Council Preview: Councils seek answers on retirement suit

Here is a selection of items on the agendas for this week’s meetings of the City and Parish councils. To see the full agendas, check out the links below:

Lafayette 101
Library boards

Public libraries around the state are governed by local volunteer boards, whose composition is set out in state law. Library boards hire their systems’ head librarians and have some control over the system’s funds, though they are subject to the decisions of the governing authority of their city or parish.

Parish Council

Final Adoption

Councilman on board. Lafayette’s contentious Library Board will likely see a rotation of Parish Council members added to its membership under a new ordinance intended to align with state law. One of the board’s seven members is currently appointed by Mayor-President Josh Guillory, but that seat would be replaced by a councilman appointed by Chair Josh Carlson under the proposed plan. Council members have tried to distance themselves from the board’s controversies in recent years, and Carlson says the council’s members will likely take turns serving at the Library Board’s monthly meetings. 

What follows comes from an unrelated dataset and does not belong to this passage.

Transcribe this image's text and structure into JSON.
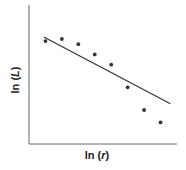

New voting location. Ordinance PO-20 moves the election day voting location for precincts 59 & 60 to the Heymann Park Recreation Center on Orange Street from the old LPSS headquarters, which was recently sold to the Lafayette Airport Commission and is expected to be demolished. 

Introduction

Moving money. One ordinance to be introduced Tuesday would pull $500,000 in federal funds from LCG’s beleaguered Bayou Vermilion Flood Control project to install water lines, while another would pull an additional $235,000 of federal funding from BVFC for a previously unfunded item called Localized Flood Mitigation. LCG’s attempts to use federal funds for BVFC have been limited by the process it used to select Rigid Constructors for the contract, which was not competitive enough to meet federal funding requirements. 

Joint Items

Executive Session

Update on retirement suit. Both councils will meet in an executive session between their regular meetings Tuesday for an update on LCG’s lawsuit against the state’s Municipal Employees Retirement System. Guillory’s administration filed suit against MERS in March after the system’s board voted to block $15 million of state money from reaching LCG over a long-standing dispute about how much the local government owes MERS for jobs that it has moved out of the system. City-Parish Attorney Greg Logan quickly shut down a discussion on the matter at the City Council’s last meeting, saying he would not discuss the issue outside of executive session. 

Final Adoption

No significant items.

Introduction

No significant items.

City Council

Final Adoption

No significant items.

Introduction

$1.1 million from new fire station. Two ordinances take a combined $1,062,988 from the city’s $3 million budget to relocate First Station #5. LCG and UL made plans in 2021 to build a new station near Blackham Coliseum as part of a land swap that would turn over the existing station at 2001 Johnston St. to the university. The removed funds would be split between work at two other fire stations, with $355,000 going to renovate First Station #2 on Mudd Avenue and $708,000 going toward rebuilding First Station #6 at Johnston Street and Montrose Avenue.